In the coming battle, the right, having abandoned welfare capitalism and faith-based institutions, is likely to unite behind the libertarian voucher policy, while the Democrats will be split three ways among neoliberals, who are inclined to unite with the right in favor of vouchers; social democrats, who favor an expansion of universal middle-class programs; and what Mike Konczal calls “pity-charity” liberals who want to cut spending on the middle class to fund bigger means-tested programs for the poor. Far from being a victory for progressives, the Supreme Court’s decision in the Affordable Care Act opens the door to the voucherization of Social Security and Medicare, by means of individual mandates to purchase private retirement and healthcare goods and services.
To make matters worse, voucherization promises an endless stream of guaranteed profits to the CEOs and shareholders of private for-profit companies that would replace the public Social Security and Medicare administrations and extract income from Americans forced by “individual mandates” to purchase private health insurance, invest in private stock market accounts, and buy private annuities. The need to pay middlemen with high salaries would drive up the costs of retirement and healthcare, while the recycling of monopoly profits into campaign contributions would deter Congress from regulating prices in the new, voucherized welfare state.
With the right united and the left divided, and big money favoring the privatization of America’s welfare state, the prospects for an expansion of universal tax-based middle-class social insurance in the U.S. are not good. Which is a tragedy for America, because universal public social insurance is by far the most efficient and least corrupt way to design a modern economic safety net.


Take the lines below between the one holding "You are a GUI" and the one holding "The height and", inclusive, and copy them exactly. Add nothing.

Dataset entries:
------------------------------------

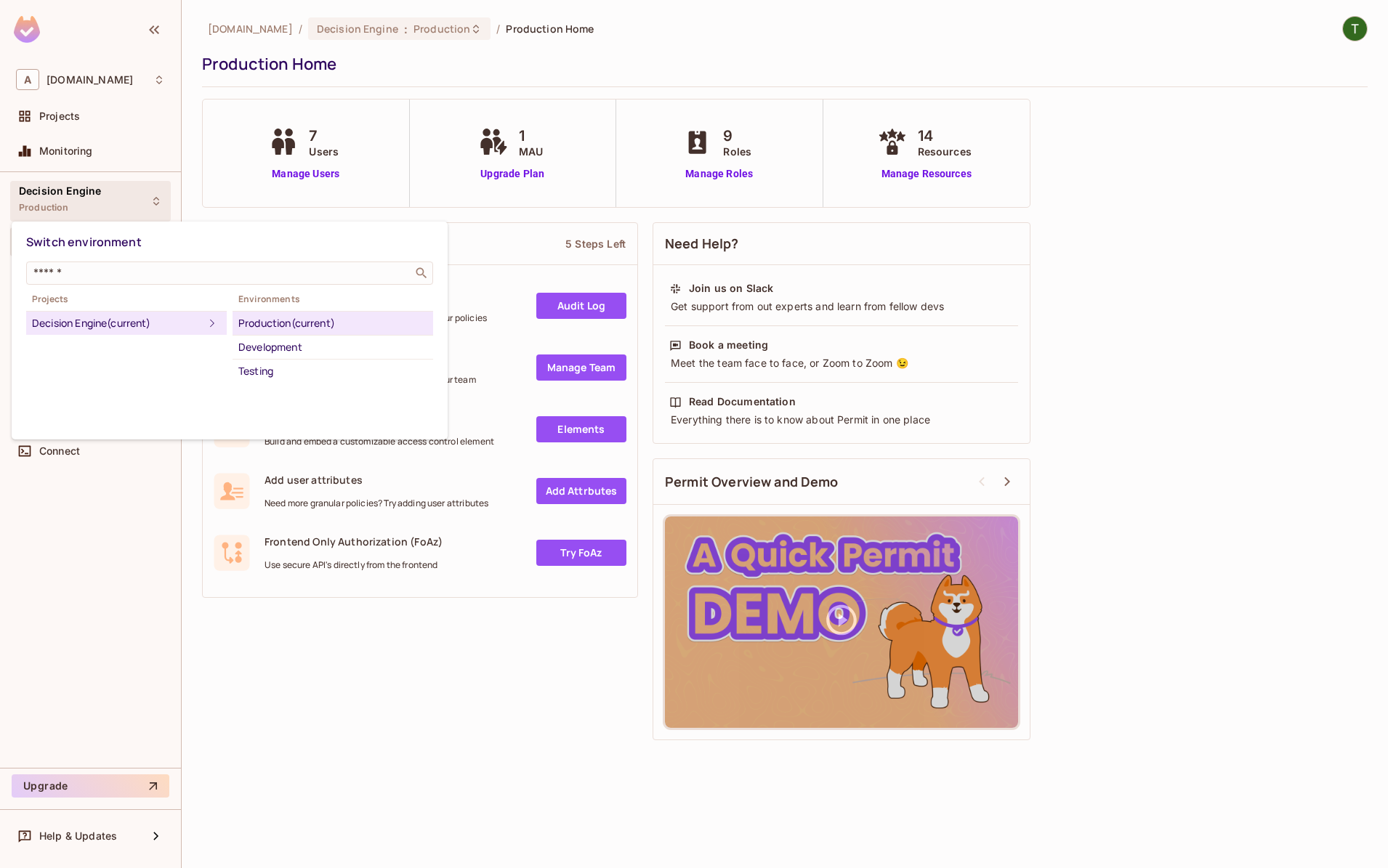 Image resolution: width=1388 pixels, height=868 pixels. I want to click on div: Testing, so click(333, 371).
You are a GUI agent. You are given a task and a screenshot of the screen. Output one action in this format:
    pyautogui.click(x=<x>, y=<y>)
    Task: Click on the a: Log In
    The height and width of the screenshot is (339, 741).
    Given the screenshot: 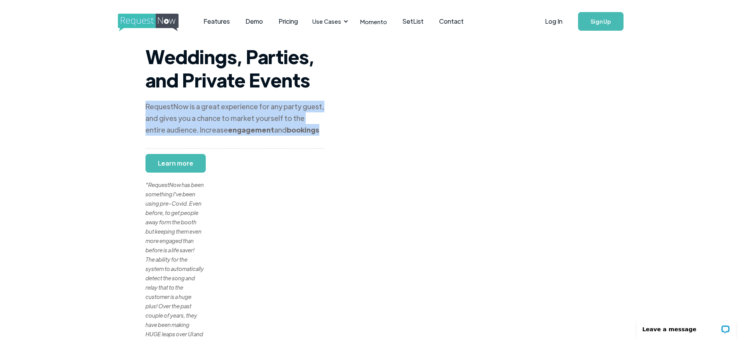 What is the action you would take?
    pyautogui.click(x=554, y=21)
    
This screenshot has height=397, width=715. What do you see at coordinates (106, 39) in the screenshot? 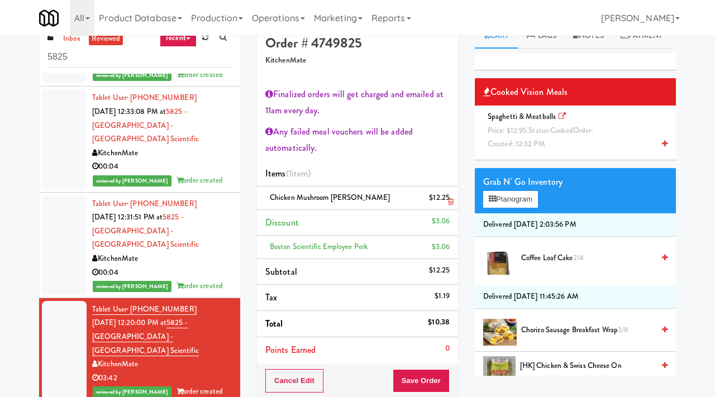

------------------------------------

TASK RESULT:
You are a GUI agent. You are given a task and a screenshot of the screen. Output one action in this format:
    pyautogui.click(x=<x>, y=<y>)
    Task: Click on the a: Log In
    The height and width of the screenshot is (339, 741).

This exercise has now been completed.